Japan’s growth embarrassingly revised down by 3.5%

A friend Scott caught this article on Bloomberg about the latest economic figures out of Japan:

Japan’s economy expanded less than a third of the pace initially reported in the three months to September as companies slashed spending.

Gross domestic product rose at an annual 1.3 percent pace, slower than the 4.8 percent reported in preliminary figures last month, the Cabinet Office said today in Tokyo. The revision was deeper than the predictions of all but one of the 17 economists surveyed by Bloomberg News.

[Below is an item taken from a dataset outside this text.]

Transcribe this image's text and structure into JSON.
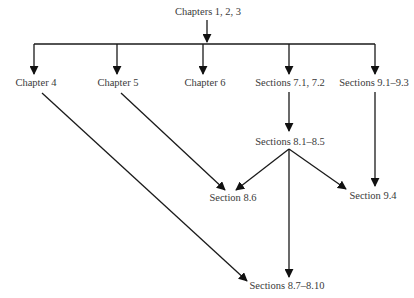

How do you go from 4.8 percent growth to 1.3 percent.  That’s absurd. This change doesn’t leave one with warm and fuzzy feelings. However, it does point out the fragility of Japanese recovery where housing starts recently came in at a 48-year low and companies are cutting capital spending at a record pace. Edward Hugh sees a double dip as a distinct possibility despite the surging current account surplus. See also Morgan Stanley – Japanese Recovery Losing Steam – December Tankan Preview

What’s the Japanese response? Printing money:

The Bank of Japan plans to pump around ¥10 trillion into the banking systemto rein in deflation and the surging yen. Here are some questions and answers about the ramifications:

Why has the BOJ introduced the measure?

The central bank expects the measure to help the economy overcome deflation, in which price drops lead to deterioration of corporate earnings, job cuts and household income declines. The measure is timed to back up an economic stimulus package now being hammered out by the government.

In a past bout of deflation, the BOJ in 2001 introduced the so-called quantitative easing policy that set a target quantity of liquidity instead of an interest ratetarget adopted for conventional monetary policy.

What are the details?

Through open market operations, the BOJ is providing banks with three-month loans that carry an annual interest rate fixed at the same rate as the BOJ’s policy interest rate of 0.1 percent on overnight interbank loans.

Printing money will not work in isolation. Money printing was tried early in the decade and it worked for a limited period, but eventually its effect dissipated, particularly after fiscal policy normalization. For the second time today I am forced to quote Albert Einstein.

Insanity is doing the same thing over and over again and expecting different results.